Part 4 · grammar — Chapter 13 · pronouns

The core pronouns

Phi has three basic personal pronouns, one for each grammatical person. Unlike many languages, Phi uses the same pronoun regardless of gender, and the third person singular serves where English would use "he," "she," or "they."

mia: I / me

The first-person pronoun mia refers to the speaker.

mia thia nila. — I see you. thia mia sano. — You know me. mia shea lothea. — I love peace.

The sound of mia reflects its meaning. The m is the most internal consonant: it forms with closed lips and resonates inside the head. The bright i focuses into self-awareness. The open a acknowledges that even in saying "I," we exist in relation to everything else.

mia is gender-neutral and carries no case marking. The same form serves whether the pronoun is subject, object, or part of a prepositional phrase.

thia: you

The second-person pronoun thia refers to the one being addressed.

wa thia shea nai. — Are you at peace? mia thia whaline. — I thank you. thia womu lothea. — You love home.

The th in thia requires careful placement of the tongue, neither fully in nor out: a deliberate articulation for the deliberate act of addressing another person.

Phi makes no distinction between formal and informal address. There is no separate polite "you" like French vous or German Sie. All beings receive the same thia, and the same respect goes with it.

shia: they (singular)

The third-person pronoun shia refers to someone other than the speaker or listener. It is gender-neutral and singular.

shia shua. — They arrive. (He/she arrives.) mia shia sano. — I know them. shia womu phelora nai. — Their home is beautiful.

The use of "they" for a singular person matches growing usage in English and sidesteps the question of gender entirely. In Phi, grammatical gender simply does not exist. shia refers to any single person without encoding assumptions about their identity.

Case neutrality

All three pronouns remain unchanged regardless of grammatical role:

Subject: Mia thia nila. — I see you. Object: Thia mia nila. — You see me. After preposition: Thia mia wei shua. — You come to me.

Position in the sentence, not the pronoun's form, indicates its role. This analytical structure keeps the system simple and transparent.

No grammatical gender

Phi pronouns carry no gender marking. This is a deliberate design choice. Languages that require speakers to assign gender to every pronoun embed assumptions about identity into basic communication. Phi refuses this: people can be named without being categorized.

This doesn't prevent speakers from discussing gender when relevant. But it ensures that the grammar itself never forces the issue.

Topic-drop: the unspoken subject

Phi allows speakers to omit the subject when it is clear from context. This is called topic-drop, and it is common in verb-final languages like Japanese and Korean.
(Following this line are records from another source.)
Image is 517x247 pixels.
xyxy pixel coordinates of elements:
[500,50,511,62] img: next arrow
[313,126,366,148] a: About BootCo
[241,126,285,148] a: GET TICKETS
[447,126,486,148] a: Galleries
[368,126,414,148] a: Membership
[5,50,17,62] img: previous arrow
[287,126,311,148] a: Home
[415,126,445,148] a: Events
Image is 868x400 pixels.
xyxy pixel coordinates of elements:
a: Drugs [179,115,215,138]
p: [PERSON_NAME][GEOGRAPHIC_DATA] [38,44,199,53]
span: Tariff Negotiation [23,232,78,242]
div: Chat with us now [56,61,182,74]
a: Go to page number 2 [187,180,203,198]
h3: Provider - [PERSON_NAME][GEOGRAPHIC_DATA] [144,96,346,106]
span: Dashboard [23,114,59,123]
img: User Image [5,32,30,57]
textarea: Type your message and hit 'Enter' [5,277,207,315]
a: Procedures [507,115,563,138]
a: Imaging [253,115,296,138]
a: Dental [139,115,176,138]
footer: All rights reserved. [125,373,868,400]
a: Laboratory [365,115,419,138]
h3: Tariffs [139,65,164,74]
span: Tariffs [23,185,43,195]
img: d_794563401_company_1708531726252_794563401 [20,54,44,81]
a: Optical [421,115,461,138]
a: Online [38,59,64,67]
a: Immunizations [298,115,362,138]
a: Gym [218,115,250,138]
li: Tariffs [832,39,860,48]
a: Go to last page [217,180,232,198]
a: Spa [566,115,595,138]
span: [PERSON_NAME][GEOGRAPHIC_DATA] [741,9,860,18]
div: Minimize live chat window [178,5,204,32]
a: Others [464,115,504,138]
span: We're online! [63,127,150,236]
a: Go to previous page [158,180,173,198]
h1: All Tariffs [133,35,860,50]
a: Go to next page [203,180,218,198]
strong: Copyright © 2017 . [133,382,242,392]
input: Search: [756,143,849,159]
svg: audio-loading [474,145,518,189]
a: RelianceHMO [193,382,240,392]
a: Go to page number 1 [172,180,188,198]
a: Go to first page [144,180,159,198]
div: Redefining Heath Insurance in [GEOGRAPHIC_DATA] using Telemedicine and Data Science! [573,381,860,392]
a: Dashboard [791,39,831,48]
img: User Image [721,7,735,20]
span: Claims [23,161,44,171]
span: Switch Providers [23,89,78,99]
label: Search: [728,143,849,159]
Once a topic has been established, subsequent clauses can leave the subject position empty if the referent is obvious:

shai shelira thiku nai phelora nai.
CONC forest small be beautiful be.
(Although the forest is small, [it] is beautiful.)

The second clause has no explicit subject. The forest, having just been mentioned, is understood to remain the topic.

mia shelu theo. shelomui.
1SG book read. understand.
(I read the book. [I] understand.)

The speaker continues as the understood subject without needing to repeat mia.

Topic-drop is never required. Speakers may always include the subject for clarity, emphasis, or contrast. But the option to omit it makes Phi flow more naturally. Some languages impose a repetitive quality by requiring explicit subjects in every clause; Phi does not.

This feature also means that Phi does not need a dedicated pronoun for "it." When referring back to a thing rather than a person, simply drop the subject and let context carry the reference.